Background
Hutty was born in Grand Haven, Michigan, United States, on September 15, 1877.
Hutty was born in Grand Haven, Michigan, United States, on September 15, 1877.
Alfred Hutty received his primary education, attending the Grand Haven public schools. At age of fifteen, he won a scholarship to study stained glass design at the Kansas City School of Fine Arts. But due to his family's financial situation, Hutty turned down the scholarship.
Hutty designed windows in Kansas City before serving for eight years at Tiffany's Studio in New York designing stained glass. With the onset of the First World War, he left this job to serve as an artist, working on camouflage of ships. Alfred Hutty visited Charleston, South Carolina, in 1919 and fell in love with the city. He was hired to develop an art school for the Carolina Art Association (now the Gibbes Museum of Art) from 1920 till 1924. Eventually, he became a vital part of the city’s cultural community, and spent much of his time between Charleston and Woodstock.
While in Charleston, Alfred Hutty met and befriended local printmakers, like DuBose Heyward and John Bennett, and started to produce etchings since 1921. He became a founding member of the Etcher’s Club, organized in 1923. He was nationally renowned as a printmaker and was instrumental in increasing the medium’s popularity, although Hutty was also a distinguished painter in watercolor and oil.
The main subject of his numerous works was the local scene: landscapes, street scenes, and vernacular architecture. Moreover, he painted several murals in Charleston and also was active in the city’s early preservation movement.
Later Hutty purchased a farm in Woodstock, New York with stunning views of the Catskill Mountains. Until the end of his life, the artist divided his time between Woodstock and Charleston.
Alfred Hutty is considered one of the leading artists of the Charleston Renaissance. He became the first American artist ever elected to the British Society of the Graphic Arts.

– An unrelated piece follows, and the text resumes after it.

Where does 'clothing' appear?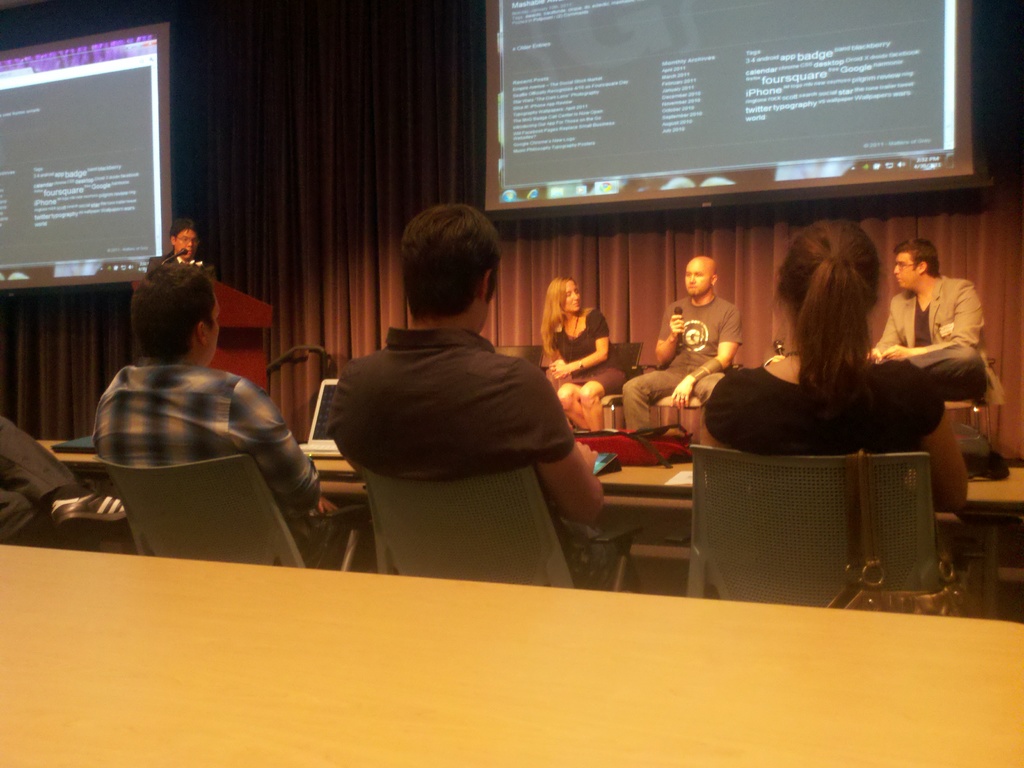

His works are held in the collections of the Art Institute of Chicago, the Cleveland Museum of Art, the Detroit Art Institute, the Smithsonian American Art Museum, the Bibliotheque Nationale, the Fogg Museum of Art, the Gibbes Museum of Art and a number of other museums.
In Magnolia Gardens
Under the Shady Spanish Moss
Woman with Three Baskets
Wash Day
View Across a Creek
Court by the Studio
Through the Woods
Sewing Lessons
Charleston
Sunlit Snow
In a Southern City
Market Day
Red Roofs
Charleston Garden
Southern Shack with Figures
Southern Oaks/Going Home
Spring Landscape
Spring County Landscape
Southern Autumn Birch
Figure in Autumn landscape
Cabbage Row (Catfish)
Corner of Huguenot Church, Charleston
Untitled (Charleston Street Scene)
Footlight Players Workshop
Lowcountry Marsh Scene
An Old Landmark, Charleston, 1922
In Cypress Gardens
The Ride Home
The Patriarch-Middleton Gardens
On the Way Home
In You Is, or Is You Ain't?
Hutty was a member of a great number of organizations, including the British Society of Graphic Arts, the Society of American Etchers, the Salmagundi Club of New York, the Chicago Society of Etchers, the Allied Artists of America, the California Society of Printmakers, the Prairie Printmakers, the National Arts Club, the American Watercolor Society, the Southern Printmakers, and the Rockport and Woodstock Art Associations.
Alfred Hutty was married to Bessie Burris Crafton, with whom he had one child.